Harry Binswanger utterly demolishes Obama’s Rawlsian inspired egalitarianism in his epic op-ed President Obama: Stop Damning The Achievers For Their Virtues. Some of the highlights:
Egalitarianism is not the (proper) advocacy of “equality” of rights. It is true that everyone has the same rights, whether a government recognizes them or not, because those rights are based on the nature of man. The same, one standard applies to every human being. What the egalitarians demand is not equality of rights but equality of condition. No one, they say, should be better off than another.
On “equality of opportunity”:
It is pointless to try to distinguish inequality of outcomes from inequality of opportunity. There is no more right to “equal opportunity” than to “equal outcomes.” An American child of wealthy parents has more opportunity than a Cambodian child of destitute parents. Does that mean the American parents must sacrifice their child’s future to increasing the opportunities open to Cambodian children? Yes, say the egalitarians. No, said the Founding Fathers, to the equivalent question in their time. And that “No” is why America is the wealthiest nation in the world. Only the protection of individual rights unleashes the productive energies of the wealth-creators, on every level of ability. That’s the lesson not only of American history, but of the more recent rise of the Pacific Rim countries, and the still more recent amazing growth of India and China, caused by their turn away from communism, socialism, and other forms of statism.
On the communist inspired collectivist “common pot” mentality:
The “gap” in the condition of the rich and the poor, says Obama, has widened. “The top 10 percent no longer takes in one-third of our income–it now takes half.” Note the language. He first describes income as being “taken in” and then slides into describing income as “taken.” The top 10 percent . . . now takes half.” “Half”–of what? The response would be: “Well, of the nation’s income, of course.” And thus what began as a simple statistical calculation comes out the other side as pure communism: collective ownership. The national income is regarded as a common pot. Then some groups “take” from that pot more than their share. In Obama’s world, if farmer Fred harvests 4 pumpkins and farmer John harvests 2, Fred has taken two-thirds of “the harvest” for himself. He should be ashamed. It’s unfair. It’s a crisis. Something must be done: “it challenges the very essence of who we are as a people,” says the President.
…and later he explains why those who are more productive should be admired. imitated and left free to produce:
Productive strength is a value to everyone. Weakness and self-defeat is not in anyone’s interest, neither the weakened one’s, nor that of anyone dealing with him. It is in your interest that other men be smart, healthy, productive, and free–not stupid, sick, lazy, and enslaved. To take a more realistic example, would you be better off if Thomas Edison had been stupid, sick, lazy, or enslaved? Would you be better off if the comer newsdealer were? It’s a man’s actual, non-comparative level of wealth that matters, not the existence of others with more than he. Except that he is better off to the extent those with whom he deals have money to burn.
…and the reason why the moral reason why the egalitarian hates the productive:
Other’s wealth can only benefit one in practical terms, which takes us to the reason why the campaign against inequality is vicious. The egalitarian hates inequality for a non-practical, non-venal reason: the sight of the successful and the happy stands as a reproach to him. It brings him face to face with his own failure and inner emptiness. Psychologically, emotionally, a man who is inferior can seethe with resentment at the sight of his betters.
Egalitarianism is a rationalization for the lowest of human emotions: envy. Not envy for what others have, but something much uglier: hatred of anyone for having achieved anything. Not “I’m upset because you have what I ought to have,” but “Punish those whose success makes me know I’m a loser.”
The Germans call it “Schadenfreude.” The French call it “ressentiment.” Ayn Rand called it: hatred of the good for being the good. The inequality that the egalitarians actually hate and fear is moral inequality. They rebel against the idea that they are responsible for their own acts and for their own moral character–or lack of it. “Inequality is unfair” is the coward’s cry against the brave, the slacker’s cry against the producer, the hypocrite’s cry against integrity, the conformist’s cry against the man of independence. The demand for the wealth they didn’t earn is only the outward symbol. The root is the demand for virtue they didn’t earn.
He then goes on to quote Ayn Rand’s identification of John Rawl’s motive and error:
If you wish to know the actual motive behind the egalitarians’ theories–behind all their maudlin slogans, mawkish pleas, and ponderous volumes of verbal rat-traps–if you wish to grasp the enormity of the smallness of spirit for the sake of which they seek to immolate mankind, it can be presented in a few lines:
“When a man thinks he’s good–that’s when he’s rotten. Pride is the worst of all sins, no matter what he’s done.”
“But if a man knows that what he’s done is good?”
“Then he ought to apologize for it.”
“To whom? ”
“To those who haven’t done it.” (Atlas Shrugged)
Read the rest of President Obama: Stop Damning The Achievers For Their Virtues.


What is expected:
Look at every line of the material and count the ones holding the word "prefer". The answer is the number only.
::::
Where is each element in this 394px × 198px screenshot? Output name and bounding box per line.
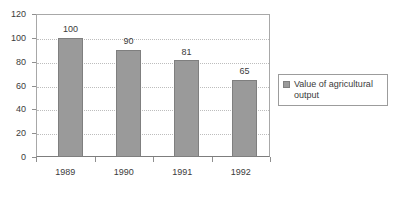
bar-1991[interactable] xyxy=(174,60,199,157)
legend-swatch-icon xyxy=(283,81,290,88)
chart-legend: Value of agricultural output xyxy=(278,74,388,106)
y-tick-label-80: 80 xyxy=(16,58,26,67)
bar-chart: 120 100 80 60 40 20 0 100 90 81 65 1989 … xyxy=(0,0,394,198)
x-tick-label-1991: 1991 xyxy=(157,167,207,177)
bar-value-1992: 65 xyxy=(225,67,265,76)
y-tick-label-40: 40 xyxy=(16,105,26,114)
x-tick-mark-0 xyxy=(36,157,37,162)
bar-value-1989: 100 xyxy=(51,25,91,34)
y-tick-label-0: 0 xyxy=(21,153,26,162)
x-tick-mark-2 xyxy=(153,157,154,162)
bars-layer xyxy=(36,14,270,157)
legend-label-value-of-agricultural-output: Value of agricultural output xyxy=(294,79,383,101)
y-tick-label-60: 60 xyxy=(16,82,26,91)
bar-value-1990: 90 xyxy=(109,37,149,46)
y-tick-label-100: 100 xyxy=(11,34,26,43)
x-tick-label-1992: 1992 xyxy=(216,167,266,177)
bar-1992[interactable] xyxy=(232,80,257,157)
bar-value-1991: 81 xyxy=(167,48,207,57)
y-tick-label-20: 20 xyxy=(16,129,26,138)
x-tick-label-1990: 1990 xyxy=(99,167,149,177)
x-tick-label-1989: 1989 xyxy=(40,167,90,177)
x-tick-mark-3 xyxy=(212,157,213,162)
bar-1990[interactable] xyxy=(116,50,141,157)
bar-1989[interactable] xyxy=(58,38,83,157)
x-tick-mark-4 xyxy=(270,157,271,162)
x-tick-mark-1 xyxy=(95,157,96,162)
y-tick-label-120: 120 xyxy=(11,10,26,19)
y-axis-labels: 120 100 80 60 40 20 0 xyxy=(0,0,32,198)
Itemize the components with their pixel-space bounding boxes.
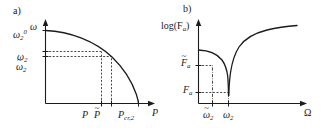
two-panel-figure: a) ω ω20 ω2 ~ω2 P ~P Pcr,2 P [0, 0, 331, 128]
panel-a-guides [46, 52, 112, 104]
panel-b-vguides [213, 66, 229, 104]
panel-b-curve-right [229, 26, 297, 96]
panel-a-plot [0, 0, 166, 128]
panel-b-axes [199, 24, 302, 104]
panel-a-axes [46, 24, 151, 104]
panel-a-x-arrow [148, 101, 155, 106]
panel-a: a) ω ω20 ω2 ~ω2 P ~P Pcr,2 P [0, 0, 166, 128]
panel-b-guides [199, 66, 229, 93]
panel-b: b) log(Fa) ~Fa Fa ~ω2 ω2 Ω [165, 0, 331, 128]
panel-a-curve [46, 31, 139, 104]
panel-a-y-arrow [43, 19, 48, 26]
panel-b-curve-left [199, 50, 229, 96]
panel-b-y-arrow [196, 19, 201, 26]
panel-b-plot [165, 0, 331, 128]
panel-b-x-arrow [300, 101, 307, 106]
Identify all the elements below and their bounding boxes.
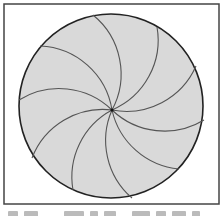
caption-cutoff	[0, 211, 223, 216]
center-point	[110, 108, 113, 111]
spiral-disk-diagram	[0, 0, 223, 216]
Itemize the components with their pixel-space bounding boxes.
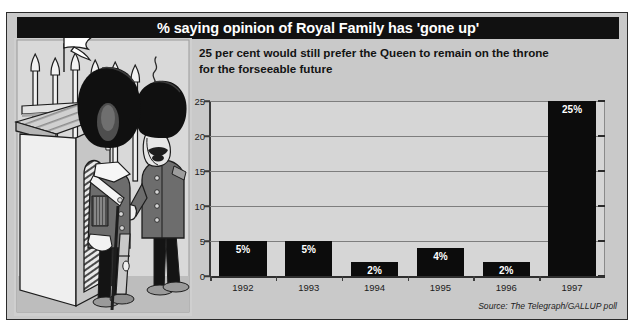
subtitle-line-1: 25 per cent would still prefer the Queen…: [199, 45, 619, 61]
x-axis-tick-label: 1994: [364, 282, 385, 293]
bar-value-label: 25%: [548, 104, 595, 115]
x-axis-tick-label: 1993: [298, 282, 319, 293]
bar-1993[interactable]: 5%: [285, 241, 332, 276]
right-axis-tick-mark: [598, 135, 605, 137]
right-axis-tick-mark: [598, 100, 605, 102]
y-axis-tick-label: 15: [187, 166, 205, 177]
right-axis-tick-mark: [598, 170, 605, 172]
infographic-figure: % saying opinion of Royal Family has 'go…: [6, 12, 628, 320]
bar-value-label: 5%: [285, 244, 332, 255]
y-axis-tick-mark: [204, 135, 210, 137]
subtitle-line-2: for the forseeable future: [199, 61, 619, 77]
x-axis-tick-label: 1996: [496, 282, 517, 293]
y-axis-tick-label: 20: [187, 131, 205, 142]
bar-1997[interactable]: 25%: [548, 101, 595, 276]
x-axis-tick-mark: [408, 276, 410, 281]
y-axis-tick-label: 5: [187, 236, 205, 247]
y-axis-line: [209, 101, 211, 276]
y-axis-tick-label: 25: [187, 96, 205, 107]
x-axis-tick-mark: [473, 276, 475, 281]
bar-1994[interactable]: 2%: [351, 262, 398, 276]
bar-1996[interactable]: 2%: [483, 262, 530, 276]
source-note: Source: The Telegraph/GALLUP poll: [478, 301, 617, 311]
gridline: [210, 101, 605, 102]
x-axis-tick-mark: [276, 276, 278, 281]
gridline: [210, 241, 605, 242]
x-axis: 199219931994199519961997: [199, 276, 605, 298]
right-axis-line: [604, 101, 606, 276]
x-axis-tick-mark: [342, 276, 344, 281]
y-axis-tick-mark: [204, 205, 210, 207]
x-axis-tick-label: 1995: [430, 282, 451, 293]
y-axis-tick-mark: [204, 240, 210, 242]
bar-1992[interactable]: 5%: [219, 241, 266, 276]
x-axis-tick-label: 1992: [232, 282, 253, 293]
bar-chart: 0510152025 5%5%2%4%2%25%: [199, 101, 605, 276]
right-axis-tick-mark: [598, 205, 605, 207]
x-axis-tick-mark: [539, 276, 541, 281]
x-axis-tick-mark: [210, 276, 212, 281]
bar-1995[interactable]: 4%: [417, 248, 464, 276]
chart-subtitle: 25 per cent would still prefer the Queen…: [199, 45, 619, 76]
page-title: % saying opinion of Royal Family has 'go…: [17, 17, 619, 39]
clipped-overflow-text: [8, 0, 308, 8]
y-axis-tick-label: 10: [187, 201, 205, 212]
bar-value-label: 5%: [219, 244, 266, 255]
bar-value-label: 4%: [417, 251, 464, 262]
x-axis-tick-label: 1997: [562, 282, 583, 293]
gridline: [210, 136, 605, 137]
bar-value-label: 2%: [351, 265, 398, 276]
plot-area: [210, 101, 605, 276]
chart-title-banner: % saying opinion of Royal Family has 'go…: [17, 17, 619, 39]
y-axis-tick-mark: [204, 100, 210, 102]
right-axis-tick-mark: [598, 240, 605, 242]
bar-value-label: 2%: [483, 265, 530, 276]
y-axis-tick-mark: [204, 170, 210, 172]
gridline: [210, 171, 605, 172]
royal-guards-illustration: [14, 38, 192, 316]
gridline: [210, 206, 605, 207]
::::
Solution below:
2